Different clan comes with different food,
that shows each clan identity.
Be ready to be served with authentic dishes!!!
The food is quickly stir-fried with just a touch of oil and the result is crisp and fresh. With Cantonese food, the more people sitting at a meal the better, because dishes are traditionally shared so everyone will manage to sample the greatest variety.
A corollary of this is that Cantonese food should be balanced. A Cantonese specialty is Dim Sum. Dim sum is usually consumed during lunch or as a brunch, popular on weekends.
The dim sum has between 10 to 30 items and includes delights such as Steamed Pork & Shrimp Dumplings, Steamed Pork Riblets, Steamed Vegetable Dumplings, Steamed Soft Noodles with shrimp, Steamed Crabsticks stuffed with fish paste, Deep-fried Dumplings with salted eggs, Steamed Red Bean cakes and delicious desserts of Baked Egg Custard to name a few.
Cantonese cuisine offers dishes such as pricey delicacies like Braised Abalone, Shark's Fin Soup, Bird's Nest Soup to meals on the cheap like Mee (noodles) and Congee (rice porridge).
Hokkien food
Hokkien food has provided the popular Hokkien Fried Mee; thick egg noodles fried with meat, seafood and vegetables in a rich soy sauce.
Another famous Hokkien treat is Popiah or Hokkien Spring Rolls; a vegetable filling of stewed jicama (sengkuang), carrots and bean sprouts are rolled in a rice paper wrapper with minced prawns, fried shallots and lettuce.
A very popular Hokkien herbal soup is Bak kut teh, which in English is translated as 'Pork Rib Pork Bone Tea', traditionally served for breakfast as an invigorating tonic to start the day with Ewe Char Koay (Chinese crullers). Pork ribs are long simmered in a 'tea' of Chinese medicinal herbs and whole cloves of garlic, often with dried shitake mushrooms added for a rich, earthy flavor. A chicken version Chi Kut Teh is also popular.
Throughout Malaysia, one of the most widespread economical meal is Hainan Chicken Rice.
The Hainanese are also famous for Steamboat, an Oriental version of the Swiss Fondue or Japanese Shabu-Shabu. Thin slices of raw meat, seafood and vegetables are cooked at the table in a pot of soup broth heated by hot charcoals. Nowadays 'electric Steamboats' are more the norm especially in restaurants.
Teochew food
Teochew food
Teochew food, from the area around Swatow in China, is another style noted for it's delicate and at the same time robust flavors. This cuisine is famous for it's seafood as well as it's Congee (rice porridge).
Teochew Congee is a simple meal; a bowl of rice porridge is served with a medley of small appetizing side dishes, to pick and choose from.
The most popular Chinese hawker dish is Char kue Teow; flat rice noodles fried with fresh shrimp, cockles, bean sprouts, egg, and chives made hot to taste with a smoky chili paste.
Hakka dishes are also easily found in food centers.
The best known Hakka dish is the Yong Tau Foo. Soy Bean cakes tofu, bitter gourd, whole red chilies and various other vegetables are stuffed with a fish or seafood paste, then steamed or boiled in a broth and served with a chili dipping sauce.
Other special Chinese Cuisine
Moon cakes are a must during the Mid Autumn or Mooncake Festival, when the moon is at it's brightest all year. Rich and sweet, these special celebratory cakes are made with various fillings of sweet red bean paste, white lotus seeds, lotus seed paste and a whole egg yolk, symbolizing the full moon.
In Malaysia, there are countless Chinese restaurants, hawker stalls and Chinese coffee shops "Kopitiams". Kopitiam typically serve customers coffee and other hot or cold beverages. Independent hawker stalls operate in the same way, offering customers a myriad of culinary delights. There are upscale Chinese restaurants offering Chinese specialties and delicacies.
So, what are you waiting for people? shiek fan, lai lai!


→ **Aim of the exercise**
Nothing but the records, repeated exactly, should form the response.

→ **Extracted entries**
=== Begin Enclosure ===

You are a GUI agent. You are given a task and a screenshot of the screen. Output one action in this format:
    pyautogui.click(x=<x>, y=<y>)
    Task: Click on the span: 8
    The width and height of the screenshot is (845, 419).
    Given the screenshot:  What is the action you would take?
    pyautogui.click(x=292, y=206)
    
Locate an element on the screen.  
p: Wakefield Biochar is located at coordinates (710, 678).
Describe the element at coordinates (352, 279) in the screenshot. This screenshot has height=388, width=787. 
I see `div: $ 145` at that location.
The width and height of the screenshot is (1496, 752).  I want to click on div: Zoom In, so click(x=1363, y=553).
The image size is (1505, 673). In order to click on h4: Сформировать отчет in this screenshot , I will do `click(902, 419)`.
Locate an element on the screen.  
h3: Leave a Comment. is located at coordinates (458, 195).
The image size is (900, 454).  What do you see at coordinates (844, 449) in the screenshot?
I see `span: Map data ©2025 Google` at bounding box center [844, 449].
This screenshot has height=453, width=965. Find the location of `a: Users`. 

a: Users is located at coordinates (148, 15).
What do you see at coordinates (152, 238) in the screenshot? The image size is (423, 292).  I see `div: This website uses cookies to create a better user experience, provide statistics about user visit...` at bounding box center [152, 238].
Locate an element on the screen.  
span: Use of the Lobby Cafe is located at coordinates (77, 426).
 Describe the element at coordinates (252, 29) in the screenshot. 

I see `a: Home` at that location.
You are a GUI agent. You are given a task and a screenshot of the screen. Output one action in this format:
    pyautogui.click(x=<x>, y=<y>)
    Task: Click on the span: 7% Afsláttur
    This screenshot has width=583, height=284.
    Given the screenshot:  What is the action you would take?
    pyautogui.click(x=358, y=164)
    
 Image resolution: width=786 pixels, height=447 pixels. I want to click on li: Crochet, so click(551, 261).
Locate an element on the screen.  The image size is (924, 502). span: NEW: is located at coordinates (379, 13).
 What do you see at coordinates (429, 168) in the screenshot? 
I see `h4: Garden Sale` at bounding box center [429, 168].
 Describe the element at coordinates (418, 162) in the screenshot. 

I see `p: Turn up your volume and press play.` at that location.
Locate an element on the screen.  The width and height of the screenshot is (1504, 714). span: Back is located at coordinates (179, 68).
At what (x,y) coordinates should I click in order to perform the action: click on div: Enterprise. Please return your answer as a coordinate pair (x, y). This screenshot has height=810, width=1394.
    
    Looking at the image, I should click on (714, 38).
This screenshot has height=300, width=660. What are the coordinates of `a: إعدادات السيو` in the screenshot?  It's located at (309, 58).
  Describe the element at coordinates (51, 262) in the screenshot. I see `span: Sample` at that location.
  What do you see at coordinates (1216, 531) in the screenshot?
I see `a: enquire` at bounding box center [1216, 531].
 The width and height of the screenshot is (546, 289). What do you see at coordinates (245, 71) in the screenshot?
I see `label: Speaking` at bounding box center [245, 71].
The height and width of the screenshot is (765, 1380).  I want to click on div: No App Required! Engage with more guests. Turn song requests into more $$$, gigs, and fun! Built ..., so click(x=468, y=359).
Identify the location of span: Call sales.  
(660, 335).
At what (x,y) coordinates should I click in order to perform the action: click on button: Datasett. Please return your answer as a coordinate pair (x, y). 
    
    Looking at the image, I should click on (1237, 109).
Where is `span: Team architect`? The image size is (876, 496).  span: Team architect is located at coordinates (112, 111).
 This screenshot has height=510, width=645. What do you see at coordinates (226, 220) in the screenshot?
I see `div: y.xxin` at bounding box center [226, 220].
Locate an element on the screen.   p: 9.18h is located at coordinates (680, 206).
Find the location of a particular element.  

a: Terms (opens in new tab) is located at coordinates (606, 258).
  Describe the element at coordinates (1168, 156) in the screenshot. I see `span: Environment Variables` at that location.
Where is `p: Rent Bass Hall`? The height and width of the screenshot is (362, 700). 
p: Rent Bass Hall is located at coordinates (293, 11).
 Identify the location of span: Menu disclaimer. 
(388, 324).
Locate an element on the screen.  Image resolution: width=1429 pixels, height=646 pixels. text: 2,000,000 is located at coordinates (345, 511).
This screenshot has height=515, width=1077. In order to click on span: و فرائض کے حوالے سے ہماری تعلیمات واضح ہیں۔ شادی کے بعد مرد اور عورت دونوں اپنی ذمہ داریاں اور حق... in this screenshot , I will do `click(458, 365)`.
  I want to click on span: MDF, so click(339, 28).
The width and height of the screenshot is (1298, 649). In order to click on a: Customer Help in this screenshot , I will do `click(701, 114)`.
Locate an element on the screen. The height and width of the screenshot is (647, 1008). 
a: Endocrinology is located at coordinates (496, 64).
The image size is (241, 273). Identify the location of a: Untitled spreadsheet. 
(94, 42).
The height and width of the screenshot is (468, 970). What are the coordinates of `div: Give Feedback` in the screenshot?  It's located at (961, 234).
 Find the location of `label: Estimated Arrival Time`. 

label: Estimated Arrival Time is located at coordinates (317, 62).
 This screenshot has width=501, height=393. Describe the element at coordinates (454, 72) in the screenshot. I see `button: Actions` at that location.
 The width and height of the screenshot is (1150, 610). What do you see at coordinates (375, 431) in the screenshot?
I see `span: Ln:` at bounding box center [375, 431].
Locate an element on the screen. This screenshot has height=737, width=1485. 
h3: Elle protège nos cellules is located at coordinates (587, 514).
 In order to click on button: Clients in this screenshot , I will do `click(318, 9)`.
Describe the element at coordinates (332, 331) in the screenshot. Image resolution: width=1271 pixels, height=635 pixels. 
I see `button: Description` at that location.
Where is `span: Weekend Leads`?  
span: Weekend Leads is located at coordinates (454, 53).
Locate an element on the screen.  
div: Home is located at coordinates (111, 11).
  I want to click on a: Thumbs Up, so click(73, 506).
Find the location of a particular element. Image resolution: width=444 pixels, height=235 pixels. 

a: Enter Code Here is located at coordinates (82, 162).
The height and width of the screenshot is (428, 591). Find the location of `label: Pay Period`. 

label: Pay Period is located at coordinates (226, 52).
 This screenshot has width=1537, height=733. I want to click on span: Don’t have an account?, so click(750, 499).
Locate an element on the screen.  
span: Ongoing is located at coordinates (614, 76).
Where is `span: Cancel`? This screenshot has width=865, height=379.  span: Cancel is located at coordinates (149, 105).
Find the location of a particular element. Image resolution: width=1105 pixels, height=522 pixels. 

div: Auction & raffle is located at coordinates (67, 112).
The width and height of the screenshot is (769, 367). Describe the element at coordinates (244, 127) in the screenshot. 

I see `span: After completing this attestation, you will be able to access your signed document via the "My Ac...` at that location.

=== End Enclosure ===

→ **Exercise response**
You are a GUI agent. You are given a task and a screenshot of the screen. Output one action in this format:
    pyautogui.click(x=<x>, y=<y>)
    Task: Click on the span: 8
    The width and height of the screenshot is (845, 419).
    Given the screenshot:  What is the action you would take?
    pyautogui.click(x=292, y=206)
    
Locate an element on the screen.  
p: Wakefield Biochar is located at coordinates (710, 678).
Describe the element at coordinates (352, 279) in the screenshot. This screenshot has height=388, width=787. 
I see `div: $ 145` at that location.
The width and height of the screenshot is (1496, 752).  I want to click on div: Zoom In, so click(x=1363, y=553).
The image size is (1505, 673). In order to click on h4: Сформировать отчет in this screenshot , I will do `click(902, 419)`.
Locate an element on the screen.  
h3: Leave a Comment. is located at coordinates (458, 195).
The image size is (900, 454).  What do you see at coordinates (844, 449) in the screenshot?
I see `span: Map data ©2025 Google` at bounding box center [844, 449].
This screenshot has height=453, width=965. Find the location of `a: Users`. 

a: Users is located at coordinates (148, 15).
What do you see at coordinates (152, 238) in the screenshot? The image size is (423, 292).  I see `div: This website uses cookies to create a better user experience, provide statistics about user visit...` at bounding box center [152, 238].
Locate an element on the screen.  
span: Use of the Lobby Cafe is located at coordinates (77, 426).
 Describe the element at coordinates (252, 29) in the screenshot. 

I see `a: Home` at that location.
You are a GUI agent. You are given a task and a screenshot of the screen. Output one action in this format:
    pyautogui.click(x=<x>, y=<y>)
    Task: Click on the span: 7% Afsláttur
    This screenshot has width=583, height=284.
    Given the screenshot:  What is the action you would take?
    pyautogui.click(x=358, y=164)
    
 Image resolution: width=786 pixels, height=447 pixels. I want to click on li: Crochet, so click(551, 261).
Locate an element on the screen.  The image size is (924, 502). span: NEW: is located at coordinates (379, 13).
 What do you see at coordinates (429, 168) in the screenshot? 
I see `h4: Garden Sale` at bounding box center [429, 168].
 Describe the element at coordinates (418, 162) in the screenshot. 

I see `p: Turn up your volume and press play.` at that location.
Locate an element on the screen.  The width and height of the screenshot is (1504, 714). span: Back is located at coordinates (179, 68).
At what (x,y) coordinates should I click in order to perform the action: click on div: Enterprise. Please return your answer as a coordinate pair (x, y). This screenshot has height=810, width=1394.
    
    Looking at the image, I should click on (714, 38).
This screenshot has height=300, width=660. What are the coordinates of `a: إعدادات السيو` in the screenshot?  It's located at (309, 58).
  Describe the element at coordinates (51, 262) in the screenshot. I see `span: Sample` at that location.
  What do you see at coordinates (1216, 531) in the screenshot?
I see `a: enquire` at bounding box center [1216, 531].
 The width and height of the screenshot is (546, 289). What do you see at coordinates (245, 71) in the screenshot?
I see `label: Speaking` at bounding box center [245, 71].
The height and width of the screenshot is (765, 1380).  I want to click on div: No App Required! Engage with more guests. Turn song requests into more $$$, gigs, and fun! Built ..., so click(x=468, y=359).
Identify the location of span: Call sales.  
(660, 335).
At what (x,y) coordinates should I click in order to perform the action: click on button: Datasett. Please return your answer as a coordinate pair (x, y). 
    
    Looking at the image, I should click on (1237, 109).
Where is `span: Team architect`? The image size is (876, 496).  span: Team architect is located at coordinates (112, 111).
 This screenshot has height=510, width=645. What do you see at coordinates (226, 220) in the screenshot?
I see `div: y.xxin` at bounding box center [226, 220].
Locate an element on the screen.   p: 9.18h is located at coordinates (680, 206).
Find the location of a particular element.  

a: Terms (opens in new tab) is located at coordinates (606, 258).
  Describe the element at coordinates (1168, 156) in the screenshot. I see `span: Environment Variables` at that location.
Where is `p: Rent Bass Hall`? The height and width of the screenshot is (362, 700). 
p: Rent Bass Hall is located at coordinates (293, 11).
 Identify the location of span: Menu disclaimer. 
(388, 324).
Locate an element on the screen.  Image resolution: width=1429 pixels, height=646 pixels. text: 2,000,000 is located at coordinates (345, 511).
This screenshot has height=515, width=1077. In order to click on span: و فرائض کے حوالے سے ہماری تعلیمات واضح ہیں۔ شادی کے بعد مرد اور عورت دونوں اپنی ذمہ داریاں اور حق... in this screenshot , I will do `click(458, 365)`.
  I want to click on span: MDF, so click(339, 28).
The width and height of the screenshot is (1298, 649). In order to click on a: Customer Help in this screenshot , I will do `click(701, 114)`.
Locate an element on the screen. The height and width of the screenshot is (647, 1008). 
a: Endocrinology is located at coordinates (496, 64).
The image size is (241, 273). Identify the location of a: Untitled spreadsheet. 
(94, 42).
The height and width of the screenshot is (468, 970). What are the coordinates of `div: Give Feedback` in the screenshot?  It's located at (961, 234).
 Find the location of `label: Estimated Arrival Time`. 

label: Estimated Arrival Time is located at coordinates (317, 62).
 This screenshot has width=501, height=393. Describe the element at coordinates (454, 72) in the screenshot. I see `button: Actions` at that location.
 The width and height of the screenshot is (1150, 610). What do you see at coordinates (375, 431) in the screenshot?
I see `span: Ln:` at bounding box center [375, 431].
Locate an element on the screen. This screenshot has height=737, width=1485. 
h3: Elle protège nos cellules is located at coordinates (587, 514).
 In order to click on button: Clients in this screenshot , I will do `click(318, 9)`.
Describe the element at coordinates (332, 331) in the screenshot. Image resolution: width=1271 pixels, height=635 pixels. 
I see `button: Description` at that location.
Where is `span: Weekend Leads`?  
span: Weekend Leads is located at coordinates (454, 53).
Locate an element on the screen.  
div: Home is located at coordinates (111, 11).
  I want to click on a: Thumbs Up, so click(73, 506).
Find the location of a particular element. Image resolution: width=444 pixels, height=235 pixels. 

a: Enter Code Here is located at coordinates (82, 162).
The height and width of the screenshot is (428, 591). Find the location of `label: Pay Period`. 

label: Pay Period is located at coordinates (226, 52).
 This screenshot has width=1537, height=733. I want to click on span: Don’t have an account?, so click(750, 499).
Locate an element on the screen.  
span: Ongoing is located at coordinates (614, 76).
Where is `span: Cancel`? This screenshot has width=865, height=379.  span: Cancel is located at coordinates (149, 105).
Find the location of a particular element. Image resolution: width=1105 pixels, height=522 pixels. 

div: Auction & raffle is located at coordinates (67, 112).
The width and height of the screenshot is (769, 367). Describe the element at coordinates (244, 127) in the screenshot. 

I see `span: After completing this attestation, you will be able to access your signed document via the "My Ac...` at that location.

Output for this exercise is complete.